Journalist Evan Gershkovich was seen for the first time since his arrest in a Moscow court on Tuesday, where a judge upheld his continued detention on charges of espionage, which the Biden administration has condemned as a false, trumped-up charge.
The 31-year old Wall Street Journal correspondent is the first American journalist to be detained in Russia since the Cold War. He's now expected to be held at the notorious Lefortovo Prison until at least through the end of May, following the judge rejecting his legal challenge to pre-trial detention.
His lawyers tried to argue he should be freed on bail or placed under house arrest. The bail suggested was 50 million roubles (or $614,000) - but the court cited the severity of the charges to deny the requests.
If convicted he could face 20 years in prison.

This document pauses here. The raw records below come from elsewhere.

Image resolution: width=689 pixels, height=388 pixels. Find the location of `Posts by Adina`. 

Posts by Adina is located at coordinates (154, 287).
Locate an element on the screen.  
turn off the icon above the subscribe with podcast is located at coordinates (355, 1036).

The US considers that he's a hostage of the Russian government, following the US changing his status last week to "wrongfully detained". He's reportedly optimistic, having met with the US ambassador to Moscow Lynne Tracy the day prior to his court appearance:
“He’s in good health and remains strong,” Tracy said after their meeting. “We reiterate our call for his immediate release.”

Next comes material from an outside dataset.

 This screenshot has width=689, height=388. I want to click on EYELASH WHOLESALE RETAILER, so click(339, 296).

His attorney, Tatiana Nozhkina, told reporters Gershkovich was reading Russian literature and is “in a combative mood, denies he is guilty, and is ready to prove it.”
President Biden has said "it’s totally illegal what’s happening," while the State Department decried the Kremlin's "ongoing war against the truth" and persecution of journalists.
The Biden administration’s special presidential envoy for hostage affairs, Roger Carstens, said last week: "The most important thing is we know Evan’s not a spy. He never was a spy. He’s never worked for the U.S. government. He’s a journalist who works for The Wall Street Journal. And as the president and secretary said, ‘Journalism’s not a crime."
In late March, Russia's Federal Security Service, known as FSB, said in a statement it detained Gershkovich in the eastern city of Yekaterinburg, about 900 miles east of Moscow in the Ural Mountains.
The FSB said the reporter was there "on the instructions of the United States" and that "he was collecting information about one of the enterprises of the Russian military-industrial complex, which constitutes a state secret." But the WSJ has emphasized he was in Russian doing standard investigative reporting.